Journalists Must Remain Adversarial

08/11/2020

Wow. Biden managed to pull this off, pending very unlikely wild shifts in multiple recounts or some kind of unexpected coup. Joe Biden is now named as President-elect, and Donald Trump will go down in history as a one-term impeached President, one whose legacy will likely remain for decades given his staggeringly high vote count. However, while celebratory gestures for Trump’s defeat are understandable, it is a mistake to become complacent just because the Democrats, the “adults”, as some outlets and commentators have put it, are making a comeback.

In June of last year, I predicted that the DNC would shaft Bernie Sanders again in favour of Joe Biden. As I thought, the Democratic Party sceptics did not appreciate this, the general base touted him as a “return to normalcy”, and overall, the party did not really change its tune. They’re still heavily corporate, very quiet on foreign policy, lacklustre on healthcare and climate change, keeping the Black Lives Matter demands at arm’s length.

I also predicted Trump would win. So confident in my tragic assumption, I even reposted the piece a few days ago, before key States began swinging blue, because it really did not look like Biden could keep his lead at the time. As Arizona, Michigan, Georgia, and Pennsylvania started turning, that dismay became a slowly growing hope. Now the election has essentially been called, if awaiting final numbers, I can happily say my “doomer” approach to the election was wrong.

Just.

My “doomer” approach to the future of our species and politics is still very much alive and disheartening. Joe Biden has been elected, but over 70 million people voted for Trump. 70 million people either looked at Biden and said no, I’m voting the other guy, or (worse) looked at Trump and said they wanted four more years of his regime. Trump might be out of the White House come January, but he will absolutely remain a public figure, and almost half the population of the US – with the Republican Party showing its true death cult colours – will ensure his legacy lives on well beyond this election.
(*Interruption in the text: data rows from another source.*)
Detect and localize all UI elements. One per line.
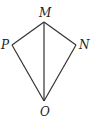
segment-no [44, 45, 76, 101]
vertex-label-m: M [38, 6, 52, 20]
segment-op [12, 45, 44, 101]
segment-mn [44, 22, 76, 45]
kite-diagram: M P N O [0, 0, 95, 118]
vertex-label-o: O [40, 105, 50, 118]
segment-pm [12, 22, 44, 45]
vertex-label-n: N [78, 38, 90, 52]
vertex-label-p: P [0, 38, 10, 52]
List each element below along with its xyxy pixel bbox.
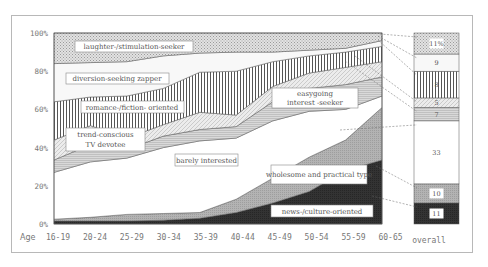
stacked-area-chart: 111033758911% 0%20%40%60%80%100% Age ove… <box>0 0 488 267</box>
annotation-text: easygoing <box>297 90 333 98</box>
annotation-text: romance-/fiction- oriented <box>86 104 179 112</box>
leader-line-laughter <box>380 34 417 37</box>
x-tick-label: 40-44 <box>231 233 255 242</box>
y-tick-label: 20% <box>34 182 48 191</box>
x-tick-label: 50-54 <box>305 233 329 242</box>
overall-value-label: 10 <box>432 190 440 198</box>
annotation-romance: romance-/fiction- oriented <box>81 101 184 113</box>
overall-value-label: 11 <box>432 210 440 218</box>
x-axis-label: Age <box>20 233 36 242</box>
x-tick-label: 35-39 <box>194 233 218 242</box>
annotation-text: barely interested <box>176 157 237 165</box>
y-tick-label: 40% <box>34 144 48 153</box>
y-axis: 0%20%40%60%80%100% <box>30 29 49 229</box>
x-axis: Age overall 16-1920-2425-2930-3435-3940-… <box>20 233 446 245</box>
x-tick-label: 45-49 <box>268 233 292 242</box>
leader-line-diversion <box>378 36 417 58</box>
annotation-trend: trend-conscious TV devotee <box>66 128 145 151</box>
overall-value-label: 8 <box>434 81 438 89</box>
annotation-barely: barely interested <box>175 154 238 166</box>
x-tick-label: 60-65 <box>378 233 402 242</box>
x-tick-label: 25-29 <box>120 233 144 242</box>
overall-bar: 111033758911% <box>414 33 459 224</box>
leader-line-romance <box>378 40 417 75</box>
x-tick-label: 20-24 <box>83 233 107 242</box>
overall-value-label: 5 <box>434 99 438 107</box>
annotation-text: wholesome and practical type <box>266 171 372 179</box>
annotation-wholesome: wholesome and practical type <box>266 165 372 184</box>
annotation-news: news-/culture-oriented <box>271 205 373 217</box>
y-tick-label: 0% <box>39 220 49 229</box>
overall-label: overall <box>412 236 446 245</box>
x-tick-label: 16-19 <box>46 233 70 242</box>
annotation-text: laughter-/stimulation-seeker <box>84 43 186 51</box>
overall-value-label: 33 <box>432 149 440 157</box>
annotation-text: interest -seeker <box>287 99 343 107</box>
overall-value-label: 9 <box>434 59 438 67</box>
annotation-text: TV devotee <box>86 141 126 149</box>
annotation-diversion: diversion-seeking zapper <box>66 73 169 84</box>
x-tick-label: 30-34 <box>157 233 181 242</box>
overall-value-label: 7 <box>434 111 438 119</box>
y-tick-label: 60% <box>34 105 48 114</box>
annotation-text: news-/culture-oriented <box>282 208 363 216</box>
y-tick-label: 80% <box>34 67 48 76</box>
x-tick-label: 55-59 <box>342 233 366 242</box>
annotation-laughter: laughter-/stimulation-seeker <box>75 41 193 52</box>
overall-value-label: 11% <box>429 40 443 48</box>
annotation-text: diversion-seeking zapper <box>73 75 163 83</box>
annotation-text: trend-conscious <box>77 131 134 139</box>
y-tick-label: 100% <box>30 29 49 38</box>
annotation-easygoing: easygoing interest -seeker <box>272 88 358 108</box>
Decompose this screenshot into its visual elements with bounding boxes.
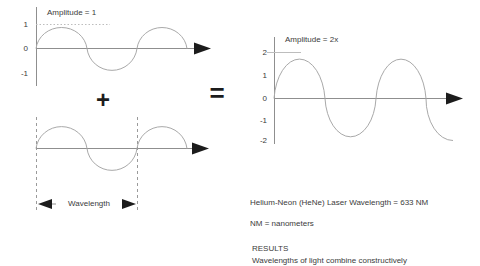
equals-operator: = [204, 80, 230, 106]
wave3-tick-neg2: -2 [247, 136, 267, 145]
wave-interference-diagram: Amplitude = 1 1 0 -1 + = Wavelength Ampl… [0, 0, 480, 266]
wavelength-arrow-left-icon [38, 199, 52, 209]
wave1-tick-neg1: -1 [10, 69, 28, 78]
laser-wavelength-note: Helium-Neon (HeNe) Laser Wavelength = 63… [250, 198, 428, 207]
wave1-axis-arrow-icon [194, 43, 211, 55]
wave3-plot [267, 37, 463, 144]
wave3-tick-1: 1 [247, 71, 267, 80]
wave3-tick-neg1: -1 [247, 116, 267, 125]
wave3-sine-curve [274, 59, 453, 140]
wave1-amplitude-label: Amplitude = 1 [47, 8, 96, 17]
wave2-axis-arrow-icon [192, 143, 209, 155]
wavelength-arrow-right-icon [122, 199, 136, 209]
wave1-tick-0: 0 [10, 44, 28, 53]
wave1-tick-1: 1 [10, 20, 28, 29]
plus-operator: + [92, 88, 114, 112]
wave3-tick-0: 0 [247, 94, 267, 103]
results-text: Wavelengths of light combine constructiv… [252, 256, 407, 265]
results-heading: RESULTS [252, 244, 288, 253]
wave3-axis-arrow-icon [446, 93, 463, 105]
diagram-linework [0, 0, 480, 266]
wave3-tick-2: 2 [247, 48, 267, 57]
wave1-plot [36, 7, 211, 86]
nm-definition-note: NM = nanometers [250, 219, 314, 228]
wavelength-label: Wavelength [56, 199, 122, 208]
wave3-amplitude-label: Amplitude = 2x [285, 35, 338, 44]
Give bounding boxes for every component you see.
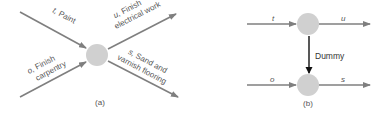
caption-b: (b)	[303, 99, 313, 108]
dummy-label: Dummy	[315, 51, 345, 61]
label-u: u, Finish electrical work	[108, 0, 163, 31]
event-node-bottom	[297, 74, 319, 96]
panel-a: t, Paint o, Finish carpentry u, Finish e…	[20, 0, 178, 107]
panel-b: Dummy t u o s (b)	[247, 13, 370, 108]
label-t: t, Paint	[51, 6, 78, 26]
event-node-a	[86, 44, 108, 66]
caption-a: (a)	[95, 98, 105, 107]
event-node-top	[297, 13, 319, 35]
label-o: o, Finish carpentry	[26, 50, 68, 84]
label-u-b: u	[341, 14, 346, 23]
network-diagram: t, Paint o, Finish carpentry u, Finish e…	[0, 0, 387, 114]
label-t-b: t	[272, 14, 275, 23]
label-o-b: o	[270, 75, 275, 84]
label-s-b: s	[341, 75, 345, 84]
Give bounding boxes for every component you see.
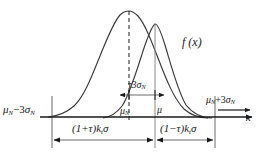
distribution-diagram: μN−3σN μN+3σN μN μ τ3σN (1+τ)ktσ (1−τ)kt… [0,0,266,153]
axis-label-mu-n: μN [120,106,129,117]
axis-label-mu: μ [157,105,162,115]
tau-span-label: τ3σN [128,80,146,91]
right-dimension-tail: σ [191,122,196,134]
right-bound-operator: +3 [215,94,226,105]
axis-label-right-bound: μN+3σN [206,95,235,106]
right-bound-sigma-subscript: N [231,98,235,105]
mu-n-subscript: N [125,109,129,116]
tau-span-text: τ3σ [128,79,142,90]
plot-canvas [0,0,266,153]
x-axis-label: x [246,112,251,123]
left-dimension-label: (1+τ)ktσ [72,123,108,135]
right-dimension-text: (1−τ)k [160,122,189,134]
left-dimension-text: (1+τ)k [72,122,101,134]
density-function-label: f (x) [182,36,202,48]
mu-symbol: μ [157,104,162,115]
left-dimension-tail: σ [103,122,108,134]
right-dimension-label: (1−τ)ktσ [160,123,196,135]
left-bound-sigma-subscript: N [30,109,35,116]
tau-span-subscript: N [142,83,146,90]
left-bound-operator: −3 [13,103,25,115]
axis-label-left-bound: μN−3σN [3,104,35,116]
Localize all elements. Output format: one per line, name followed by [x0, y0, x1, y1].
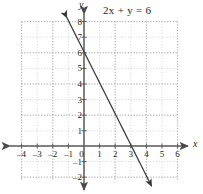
x-tick-label: 6	[173, 149, 183, 159]
y-tick-label: –2	[70, 172, 82, 182]
y-tick-label: 3	[72, 95, 82, 105]
y-tick-label: 4	[72, 79, 82, 89]
graph-figure: 2x + y = 6 y x –4 –3 –2 –1 0 1 2 3 4 5 6…	[0, 0, 203, 194]
equation-label: 2x + y = 6	[103, 4, 151, 16]
coordinate-plane	[0, 0, 203, 194]
y-tick-label: 7	[72, 32, 82, 42]
x-tick-label: 4	[141, 149, 151, 159]
y-tick-label: 2	[72, 110, 82, 120]
x-tick-label: –4	[16, 149, 28, 159]
y-tick-label: 5	[72, 63, 82, 73]
y-tick-label: 8	[72, 17, 82, 27]
x-tick-label: –2	[47, 149, 59, 159]
x-axis-label: x	[193, 138, 197, 149]
x-tick-label: 5	[157, 149, 167, 159]
x-tick-label: 2	[110, 149, 120, 159]
x-axis	[10, 144, 188, 149]
y-axis-label: y	[79, 0, 83, 10]
x-tick-label: 1	[95, 149, 105, 159]
x-tick-label: –3	[31, 149, 43, 159]
y-tick-label: –1	[70, 157, 82, 167]
y-tick-label: 6	[72, 48, 82, 58]
y-tick-label: 1	[72, 126, 82, 136]
y-axis	[82, 14, 87, 190]
x-tick-label: 3	[126, 149, 136, 159]
equation-text: 2x + y = 6	[103, 4, 151, 16]
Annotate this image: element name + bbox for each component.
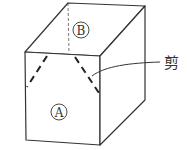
box-diagram: B A 剪 (0, 0, 187, 150)
front-face (25, 52, 100, 145)
hidden-back-edge (68, 3, 69, 53)
cut-annotation: 剪 (164, 54, 179, 72)
label-b: B (77, 24, 86, 38)
label-a: A (54, 106, 64, 120)
right-face (100, 6, 145, 145)
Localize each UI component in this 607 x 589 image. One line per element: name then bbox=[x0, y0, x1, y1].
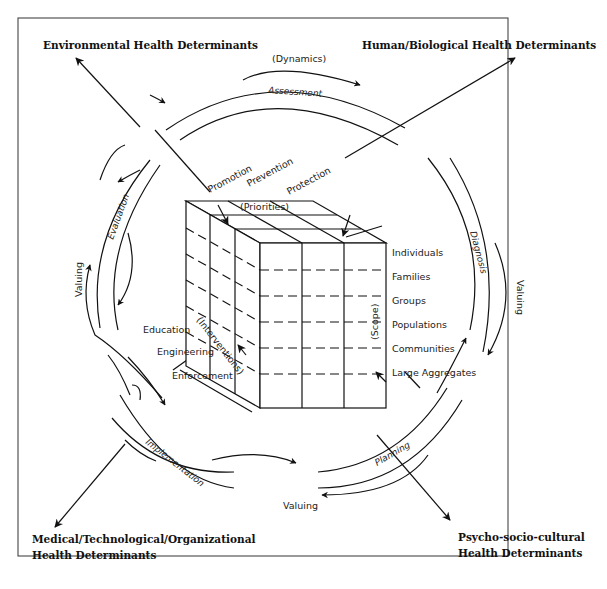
label-education: Education bbox=[143, 324, 190, 335]
label-families: Families bbox=[392, 271, 430, 282]
label-assessment: Assessment bbox=[267, 85, 323, 99]
label-valuing-left: Valuing bbox=[73, 262, 84, 297]
label-planning: Planning bbox=[373, 440, 412, 468]
label-human-biological: Human/Biological Health Determinants bbox=[362, 39, 596, 51]
label-valuing-right: Valuing bbox=[515, 280, 526, 315]
label-dynamics: (Dynamics) bbox=[272, 53, 326, 64]
arrow-medical bbox=[55, 444, 125, 527]
label-individuals: Individuals bbox=[392, 247, 443, 258]
arrow-environmental bbox=[76, 58, 140, 127]
label-medical-line1: Medical/Technological/Organizational bbox=[32, 533, 255, 545]
label-populations: Populations bbox=[392, 319, 447, 330]
label-scope: (Scope) bbox=[369, 304, 380, 340]
label-large-aggregates: Large Aggregates bbox=[392, 367, 476, 378]
label-valuing-bottom: Valuing bbox=[283, 500, 318, 511]
label-engineering: Engineering bbox=[157, 346, 214, 357]
label-evaluation: Evaluation bbox=[105, 192, 131, 240]
arrow-psycho bbox=[377, 435, 450, 520]
diagram-canvas: Environmental Health Determinants Human/… bbox=[0, 0, 607, 589]
label-implementation: Implementation bbox=[144, 437, 207, 489]
arrow-human-biological bbox=[345, 58, 515, 158]
label-psycho-line1: Psycho-socio-cultural bbox=[458, 531, 585, 543]
label-communities: Communities bbox=[392, 343, 455, 354]
label-psycho-line2: Health Determinants bbox=[458, 547, 582, 559]
label-protection: Protection bbox=[285, 164, 333, 196]
label-groups: Groups bbox=[392, 295, 426, 306]
label-enforcement: Enforcement bbox=[172, 370, 233, 381]
label-priorities: (Priorities) bbox=[240, 201, 289, 212]
line-env-to-cube bbox=[155, 130, 210, 192]
cube-front-face bbox=[260, 243, 386, 408]
label-medical-line2: Health Determinants bbox=[32, 549, 156, 561]
label-environmental: Environmental Health Determinants bbox=[43, 39, 258, 51]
The Supreme Court is stacked 6-3 to the “conservative” (again, I say it often, these labels have no meaning) side. It looks like the Senate may not get flipped, so either the Republicans will repeat the latter half of Obama’s presidency by blocking everything the Democrats try to do or at least keep it at a stalemate. Conspiracy, whether it be the voter fraud accusations or insane QAnon beliefs, have become mainstream among much of the Republican base. COVID-19, economic devastation, international tensions, and climate concerns have all run rampant under Trump, so Biden will have to face these problems within a rather hostile environment.
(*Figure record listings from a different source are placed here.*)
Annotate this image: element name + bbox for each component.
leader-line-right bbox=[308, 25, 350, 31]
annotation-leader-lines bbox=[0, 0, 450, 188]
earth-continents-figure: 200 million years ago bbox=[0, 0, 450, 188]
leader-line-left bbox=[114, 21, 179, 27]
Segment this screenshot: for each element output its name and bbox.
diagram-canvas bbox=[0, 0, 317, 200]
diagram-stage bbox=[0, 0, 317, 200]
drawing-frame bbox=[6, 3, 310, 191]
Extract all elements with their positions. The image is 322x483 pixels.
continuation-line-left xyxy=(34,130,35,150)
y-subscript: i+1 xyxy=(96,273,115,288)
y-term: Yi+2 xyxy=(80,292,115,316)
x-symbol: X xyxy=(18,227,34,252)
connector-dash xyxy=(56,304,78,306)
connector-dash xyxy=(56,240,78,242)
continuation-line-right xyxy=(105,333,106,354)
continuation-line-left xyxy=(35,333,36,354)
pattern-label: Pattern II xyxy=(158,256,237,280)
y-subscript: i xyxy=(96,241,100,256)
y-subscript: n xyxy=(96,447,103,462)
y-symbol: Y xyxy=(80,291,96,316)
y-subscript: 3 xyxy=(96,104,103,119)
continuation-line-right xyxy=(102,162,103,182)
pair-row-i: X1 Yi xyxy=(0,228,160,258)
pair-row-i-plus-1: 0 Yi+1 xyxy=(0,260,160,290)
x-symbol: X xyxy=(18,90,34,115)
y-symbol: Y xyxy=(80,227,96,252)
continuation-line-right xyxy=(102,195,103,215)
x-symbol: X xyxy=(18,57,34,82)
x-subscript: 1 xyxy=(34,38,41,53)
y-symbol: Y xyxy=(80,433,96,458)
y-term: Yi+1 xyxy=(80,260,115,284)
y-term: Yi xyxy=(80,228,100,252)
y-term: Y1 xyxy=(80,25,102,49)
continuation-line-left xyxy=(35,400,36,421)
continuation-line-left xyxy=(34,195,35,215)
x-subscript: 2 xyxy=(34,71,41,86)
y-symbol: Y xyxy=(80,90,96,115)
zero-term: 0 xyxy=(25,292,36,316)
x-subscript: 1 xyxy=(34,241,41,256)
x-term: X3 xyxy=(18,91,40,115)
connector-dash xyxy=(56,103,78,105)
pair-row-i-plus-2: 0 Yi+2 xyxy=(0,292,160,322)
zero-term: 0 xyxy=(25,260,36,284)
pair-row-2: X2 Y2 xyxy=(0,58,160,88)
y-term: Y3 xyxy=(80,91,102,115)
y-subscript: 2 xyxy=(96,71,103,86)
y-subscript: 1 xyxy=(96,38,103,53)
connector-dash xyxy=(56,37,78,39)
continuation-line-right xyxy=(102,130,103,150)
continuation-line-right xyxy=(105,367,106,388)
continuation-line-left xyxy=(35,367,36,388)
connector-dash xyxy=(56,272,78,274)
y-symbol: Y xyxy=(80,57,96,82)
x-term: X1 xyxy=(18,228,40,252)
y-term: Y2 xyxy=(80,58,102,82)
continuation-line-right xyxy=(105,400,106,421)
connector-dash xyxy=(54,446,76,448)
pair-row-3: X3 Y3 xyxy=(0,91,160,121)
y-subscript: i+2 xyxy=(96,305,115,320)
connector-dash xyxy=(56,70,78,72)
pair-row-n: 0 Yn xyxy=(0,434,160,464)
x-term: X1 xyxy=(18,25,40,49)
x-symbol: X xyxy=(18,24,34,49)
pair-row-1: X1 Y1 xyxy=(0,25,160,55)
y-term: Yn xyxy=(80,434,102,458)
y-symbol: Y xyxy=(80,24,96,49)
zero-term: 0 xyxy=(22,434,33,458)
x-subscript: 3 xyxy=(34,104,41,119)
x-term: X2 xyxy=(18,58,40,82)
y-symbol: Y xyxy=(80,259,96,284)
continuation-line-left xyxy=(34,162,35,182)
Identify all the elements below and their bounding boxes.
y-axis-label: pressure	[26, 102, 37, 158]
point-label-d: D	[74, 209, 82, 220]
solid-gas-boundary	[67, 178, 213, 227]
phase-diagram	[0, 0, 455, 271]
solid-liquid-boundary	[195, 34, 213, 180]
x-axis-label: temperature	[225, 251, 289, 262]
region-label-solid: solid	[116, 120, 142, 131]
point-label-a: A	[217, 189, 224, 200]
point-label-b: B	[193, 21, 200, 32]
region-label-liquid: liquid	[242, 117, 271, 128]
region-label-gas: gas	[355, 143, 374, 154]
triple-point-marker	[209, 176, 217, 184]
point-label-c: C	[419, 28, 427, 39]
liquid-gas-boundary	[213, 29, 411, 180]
And on the flip side to that – the US just elected Joe Biden.

Pretty fucking cringe, bro.

Ok, so maybe Biden is not the leader of a death cult, but he isn’t as cool as the “right-wing” media portrays him. He’s no “socialist revolutionary”, and as I mentioned above, the Democrats are a disappointing “opposition” at best. Now that the old and white corporate hack has won, it is time to turn our attention to shifting the fight towards him. They removed Trump, now it is time to remove the stain he’s left and the system that produced and enabled him. That will be a long and tiresome struggle, but one America and the world will have to endure for the sake of mere survival.
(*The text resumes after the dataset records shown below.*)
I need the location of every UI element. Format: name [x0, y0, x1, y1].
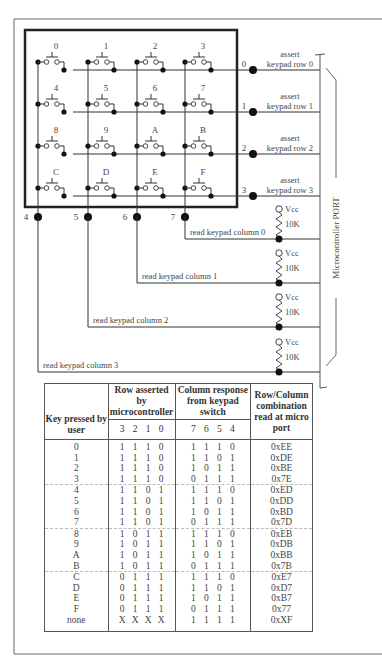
switch-contact [94, 144, 99, 149]
row-pin-dot [249, 66, 257, 74]
switch-contact [202, 60, 207, 65]
vcc-terminal [276, 294, 282, 300]
column-read-label: read keypad column 1 [142, 271, 217, 281]
key-label: 2 [153, 41, 158, 51]
column-bits-cell: 1111 [175, 615, 251, 632]
column-bits-cell: 0111 [175, 561, 251, 572]
switch-contact [105, 144, 110, 149]
key-label: 0 [54, 41, 59, 51]
key-cell: A [45, 550, 109, 561]
switch-contact [154, 144, 159, 149]
column-bits-cell: 1110 [175, 440, 251, 453]
vcc-label: Vcc [285, 248, 299, 258]
row-bits-cell: 1101 [108, 496, 175, 507]
switch-contact [55, 102, 60, 107]
column-bits-cell: 1011 [175, 463, 251, 474]
table-row: C011111100xE7 [45, 572, 313, 583]
keypad-switch-f: F [182, 167, 213, 199]
combination-cell: 0xD7 [251, 583, 313, 594]
column-bits-cell: 1101 [175, 539, 251, 550]
vcc-terminal [276, 206, 282, 212]
table-row: F011101110x77 [45, 604, 313, 615]
junction-dot [111, 67, 116, 72]
junction-dot [61, 109, 66, 114]
row-bits-cell: 1110 [108, 440, 175, 453]
switch-contact [55, 144, 60, 149]
row-bits-cell: 1011 [108, 539, 175, 550]
resistor-zigzag [276, 212, 282, 239]
row-label-line2: keypad row 2 [267, 143, 313, 153]
switch-contact [191, 102, 196, 107]
switch-contact [154, 60, 159, 65]
row-bits-cell: 1110 [108, 474, 175, 485]
key-cell: 8 [45, 528, 109, 539]
key-label: 8 [54, 125, 59, 135]
port-brace: Microcontroller PORT [326, 68, 341, 366]
pullup-resistor: Vcc10K [276, 292, 301, 331]
key-cell: 5 [45, 496, 109, 507]
column-bits-cell: 1011 [175, 507, 251, 518]
key-cell: 4 [45, 485, 109, 496]
column-pin-number: 4 [24, 212, 29, 222]
row-bit-indices: 3210 [108, 420, 175, 440]
key-cell: none [45, 615, 109, 632]
key-label: 4 [54, 83, 59, 93]
row-label-line1: assert [280, 133, 300, 143]
combination-cell: 0xDD [251, 496, 313, 507]
switch-contact [191, 60, 196, 65]
key-cell: D [45, 583, 109, 594]
switch-contact [55, 60, 60, 65]
switch-contact [202, 186, 207, 191]
table-row: 2111010110xBE [45, 463, 313, 474]
header-column-response: Column response from keypad switch [175, 384, 251, 420]
resistance-label: 10K [285, 219, 301, 229]
combination-cell: 0xB7 [251, 593, 313, 604]
junction-dot [160, 67, 165, 72]
junction-dot [276, 369, 283, 376]
table-row: 8101111100xEB [45, 528, 313, 539]
switch-contact [143, 60, 148, 65]
column-read-label: read keypad column 3 [43, 360, 118, 370]
switch-contact [44, 102, 49, 107]
key-cell: F [45, 604, 109, 615]
keypad-switch-6: 6 [134, 83, 165, 115]
resistance-label: 10K [285, 352, 301, 362]
column-bits-cell: 0111 [175, 517, 251, 528]
column-bits-cell: 1011 [175, 550, 251, 561]
combination-cell: 0xEB [251, 528, 313, 539]
row-bits-cell: 0111 [108, 572, 175, 583]
row-bits-cell: 0111 [108, 604, 175, 615]
column-pin-number: 5 [74, 212, 79, 222]
column-pin-number: 6 [123, 212, 128, 222]
vcc-label: Vcc [285, 204, 299, 214]
switch-contact [143, 144, 148, 149]
key-cell: 9 [45, 539, 109, 550]
table-row: 6110110110xBD [45, 507, 313, 518]
table-row: 4110111100xED [45, 485, 313, 496]
junction-dot [208, 151, 213, 156]
switch-contact [154, 102, 159, 107]
key-label: 5 [104, 83, 109, 93]
row-bits-cell: 0111 [108, 583, 175, 594]
column-bits-cell: 1110 [175, 572, 251, 583]
vcc-terminal [276, 250, 282, 256]
port-bus-cap [315, 54, 325, 55]
switch-contact [143, 102, 148, 107]
junction-dot [276, 280, 283, 287]
row-bits-cell: 1101 [108, 485, 175, 496]
key-cell: C [45, 572, 109, 583]
junction-dot [208, 193, 213, 198]
column-bits-cell: 0111 [175, 474, 251, 485]
table-row: D011111010xD7 [45, 583, 313, 594]
vcc-label: Vcc [285, 337, 299, 347]
pullup-resistor: Vcc10K [276, 248, 301, 287]
key-label: E [152, 167, 158, 177]
combination-cell: 0xE7 [251, 572, 313, 583]
resistor-zigzag [276, 300, 282, 327]
row-label-line1: assert [280, 175, 300, 185]
keypad-truth-table: Key pressed by user Row asserted by micr… [44, 383, 313, 632]
row-pin-number: 3 [242, 185, 247, 195]
key-label: 7 [201, 83, 206, 93]
table-row: 0111011100xEE [45, 440, 313, 453]
column-bits-cell: 1101 [175, 583, 251, 594]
Part of this will be crashing down the media. While not always on the ball, still omitting or obscuring certain things, the media has done a fairly good job at calling out Donald Trump and his Administration’s lies, hypocrisies, and corruption. There was actually some decent investigative work done, and journalists were actually adversarial – again, imperfectly, but more so than usual. It has been irksome, then, to see so many people, including journalists, who are celebrating Biden’s victory by seemingly resorting to the old complacency.

We are constantly told that COVID-19 and Trump has heralded the “new normal”, alongside insistent cries for a “return to normalcy” under Biden. Problem is, we are stuck with this new normal, and even if we weren’t, the old normal was not exactly great to begin with – those relieved by a Biden win, saying we can relax, finally breathe, quite alarmingly suggesting we can “ignore” the daily deeds of the government now Biden is here, are foolish. They are people who were likely never affected by Trump’s America, by the system itself, but were simply repulsed by how bare Trump exposed it to be.

To me, that is scary. Joe Biden’s track record is not good, at all, with war criminal being no small part of that. The idea that we can take a seat and let things go back is absurd – America hasn’t fixed anything, they just stalled the process of making it exponentially worse. Journalists in particular need to retain their vigour and scrutiny in the wake of a Biden victory. All the talk of healing, of unity, of progress, won’t just happen overnight, and it won’t happen under a Biden presidency. People, now more than ever, need to be seriously informed about what is happening. People need to realise that Trump was not an anomaly, but a part of the machine that runs their country and, to a slowly dwindling extent, the global system too.

Journalists are supposed to shine a light on the excesses of power; as the billionaire-owned Washington Post so smugly tells us, “democracy dies in darkness”. If these mainstream outlets, from the New York Times and Washington Post, to the Guardian and Fairfax, etc. want to rebuild and maintain their credibility, they need to do more.

They need to keep up the adversarial attitude towards all leaders, not just the open despots.